Christy Zink

Headshot of Christy Zink

Christy Zink

Assistant Professor of Writing - On Sabbatical


Contact:

Email: Christy Zink
Office Phone: (202) 242-5279
Ames Hall 2100 Foxhall Road, NW, Office 233 Washington DC 20007

Christy Zink is an assistant professor of writing at The George Washington University. She is a two-time recipient of a Literature Grant from the DC Commission on the Arts and Humanities and has twice been awarded fellowships from the Virginia Center for the Creative Arts. She holds an MFA in fiction writing from George Mason University and a BA from Emory University in English with an emphasis in writing. She is a former visiting scholar with the Centre for Sexuality, Race, and Gender Justice at the University of Kent in Canterbury, UK. As an experienced educational administrator, she has served as the director of the GW University Writing Center and the Deputy Director of the Writing in the Disciplines program at GW, and as the former director of the Writers in Sch0ols project for the PEN/Faulkner Foundation.
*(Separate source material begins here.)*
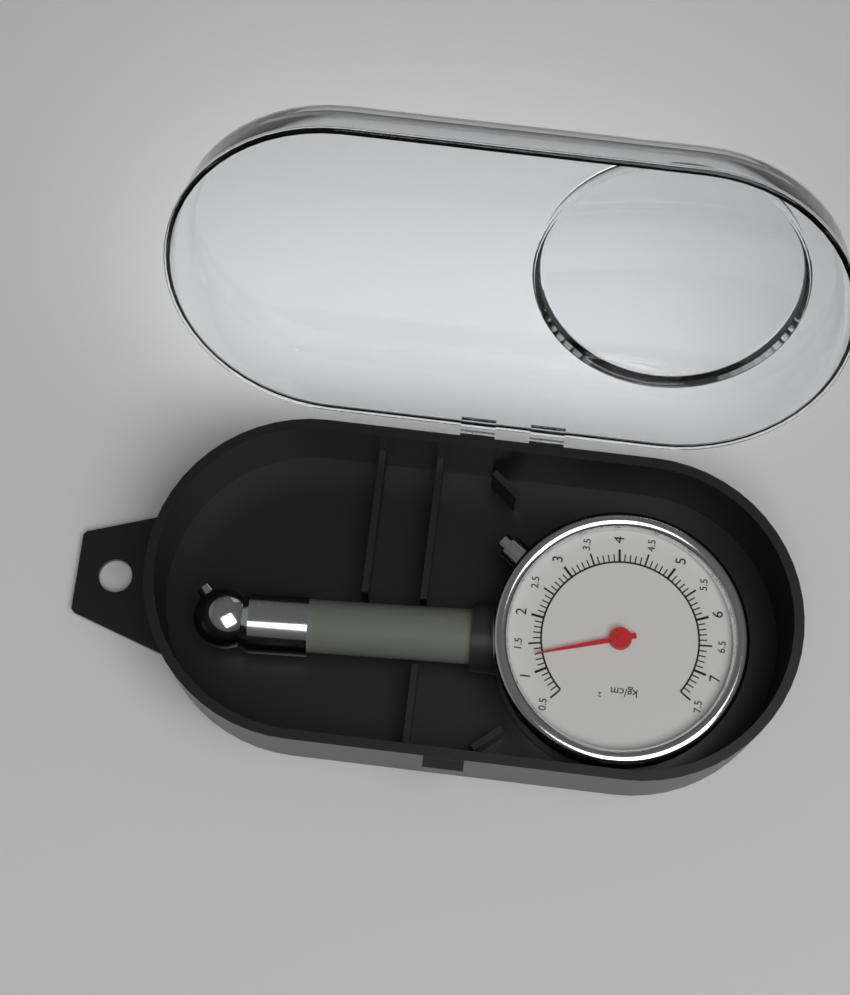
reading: 1.3 kg/cm²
Her research work focuses on the intersections of women's real-life experiences and medical research, with particular attention to reproductive justice and women's health in America. Her current work in progress, Ghost in the Family, meets memoir with medical, historical, literary, and artistic archive in a series of interconnected essays that challenge prevailing cultural notions of abortion and mothering in opposition. Scholarly writing and conferences at major national and international conferences have focused on her additional research interests in critical pedagogy and creative leadership, particularly in multimodal writing, interdisciplinary curriculum development, and the interdependencies of critical and creative writing and teaching. Her writing work has appeared in such publications as American Literary Review, The Gettysburg Review, So to Speak: A Feminist Journal of Language and Art, Spoon River Poetry Review, and The Washington Post, as well as in the anthologies Writers Among Us and Electric Grace.

Through the GW writing program, she has taught courses focusing on a wide range of topics, including the medical humanities, documentary film, artists and urban life, and an upper-level pedagogy training course for writing consultants.